Problem ▸
All of the entries must be reproduced exactly, with no images carried over.

=== Listed entries ===

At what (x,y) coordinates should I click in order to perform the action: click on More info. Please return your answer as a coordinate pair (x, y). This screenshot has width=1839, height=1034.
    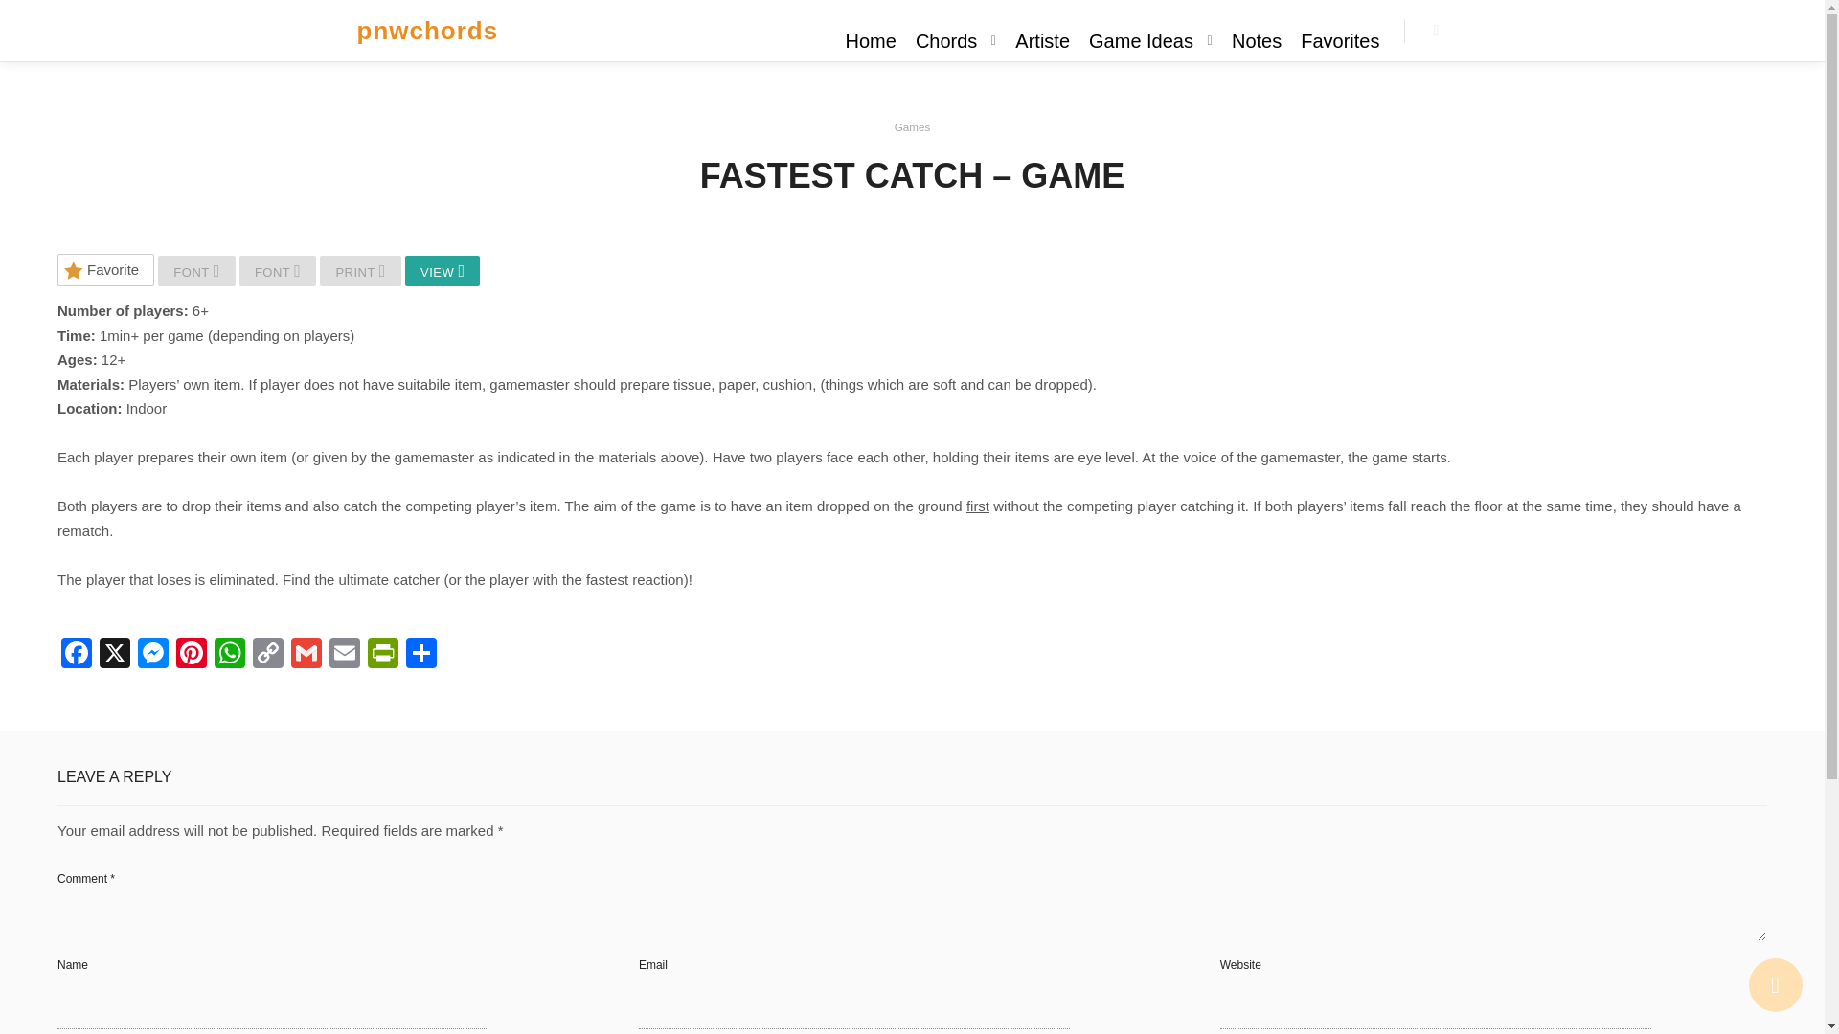
    Looking at the image, I should click on (1436, 31).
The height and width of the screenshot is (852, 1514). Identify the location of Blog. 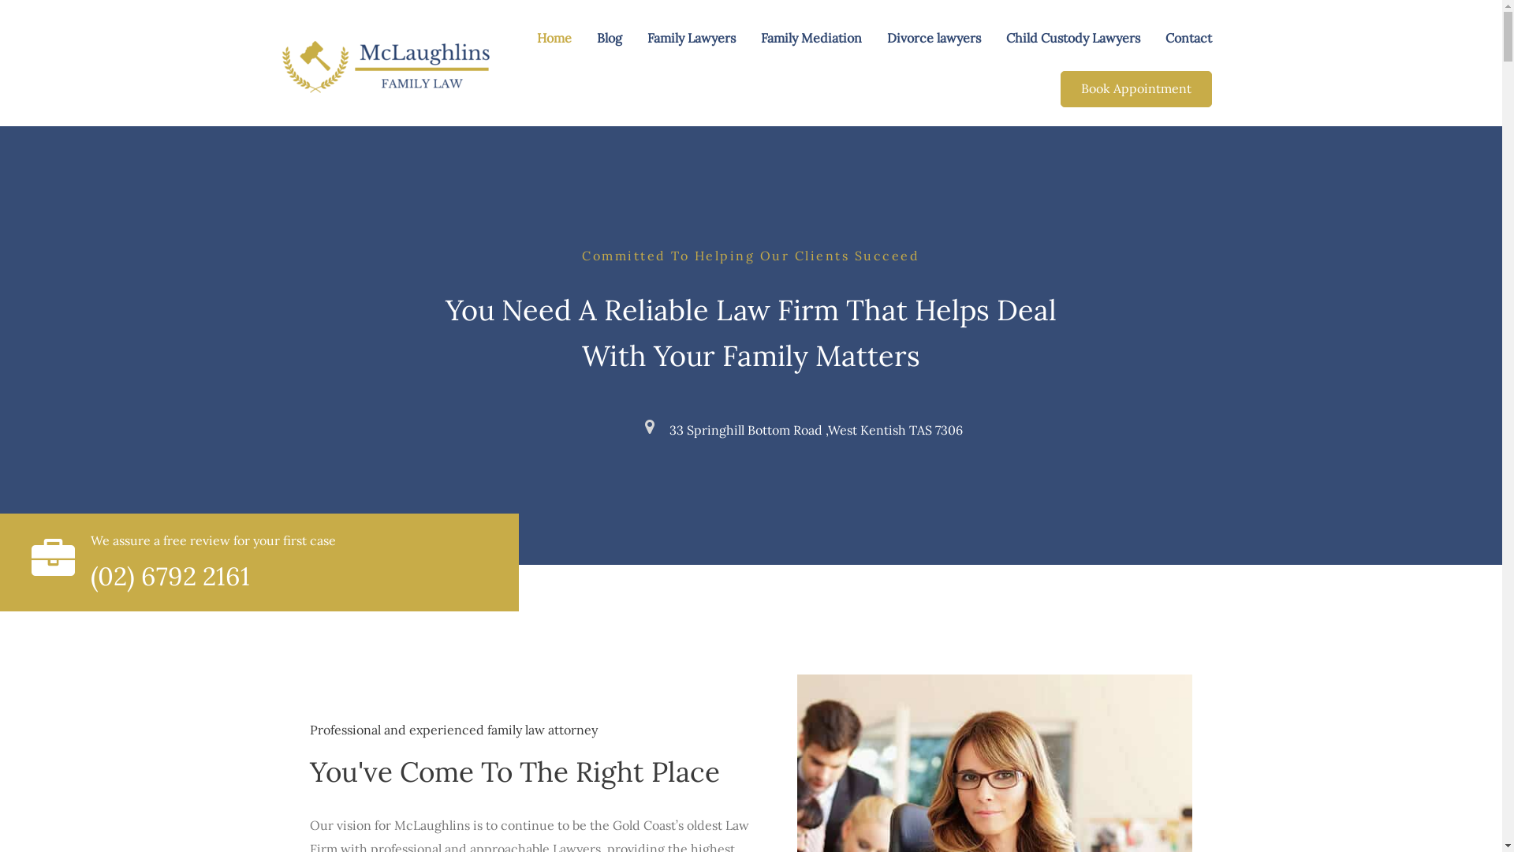
(609, 38).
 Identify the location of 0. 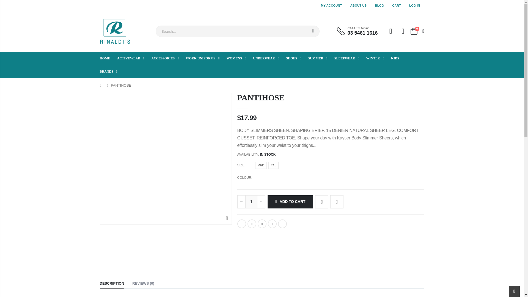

===

Written solution ▸
At what (x,y) coordinates should I click in order to perform the action: click on More info. Please return your answer as a coordinate pair (x, y). This screenshot has width=1839, height=1034.
    Looking at the image, I should click on (1436, 31).
The height and width of the screenshot is (852, 1514). Identify the location of Blog. 
(609, 38).
 Identify the location of 0. 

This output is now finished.